I look back at my first year of teaching and cringe. I had the Disneyesque vision of what teaching would be like: perfectly crafted bulletin boards representing each month of the year, students sitting quietly in neat rows waving their hands to answer my thought-provoking questions, freedom to leave my classroom as soon as the bell rang, and long summer vacations. Any educator hearing this would laugh. I was living in my fantasy teaching world and unprepared for the true challenges of reality teaching.

I left a fast-paced, stressful, 50+ hours a week marketing job to begin my new career as a teacher, hoping to train and inspire students for the jobs of tomorrow. An Alternative Education Certification program allowed me to begin teaching immediately, which meant entering the classroom without any formal education training and with very minimal on-boarding.

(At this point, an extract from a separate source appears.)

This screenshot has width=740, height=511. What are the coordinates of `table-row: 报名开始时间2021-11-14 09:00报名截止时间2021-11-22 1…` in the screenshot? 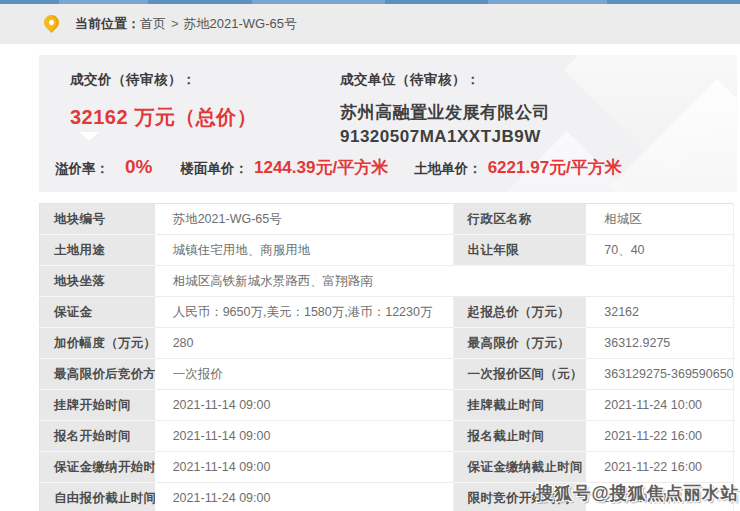 It's located at (387, 436).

Having once been a student I thought, how hard could it be?!

Upon entering my classroom, my enthusiasm quickly drained when I realized I was just a warm body thrown into a world that I was not prepared to enter. My new world consisted of a cramped cinderblock room without books, materials, or even a curriculum map. My administrator excitedly told me I had the flexibility to design my own curriculum, but I didn’t even know what a curriculum meant much less how to create a lesson! Think back to pre-Pinterest and Teachers Pay Teachers, if you can.

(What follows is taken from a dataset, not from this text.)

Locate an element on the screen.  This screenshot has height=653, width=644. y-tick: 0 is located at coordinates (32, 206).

Within months, I went from being an eager new teacher ready to take on the world, to one who had to pray to make it through the day. Fantasy teaching quickly became survival teaching. I needed help! I had to become the student once again and learn what I needed to know to become an effective educator by finding professional development materials and collaborating with teachers who were experts in their field.

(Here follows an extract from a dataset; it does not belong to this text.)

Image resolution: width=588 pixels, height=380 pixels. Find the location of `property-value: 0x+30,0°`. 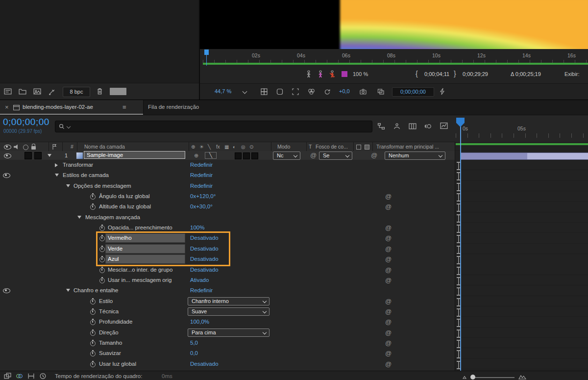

Today, as an experienced educator, I can see all the things I did wrong in my first year of teaching. I was teaching college-level content to students who were performing below grade level and were learning English as a second language. Not to mention the social aspects of poverty and the diverse learning needs, and the accommodations that accompany them, that many student face.

How many survivalist teachers are out there who can be transformed into exceptional teachers with just some support and guidance? Our profession is in endanger with record high turnover rates for new teachers. What can you do to keep our profession growing and in demand?  Think about how you can use professional development and credentialing programs to revolutionize your school, students, and teachers.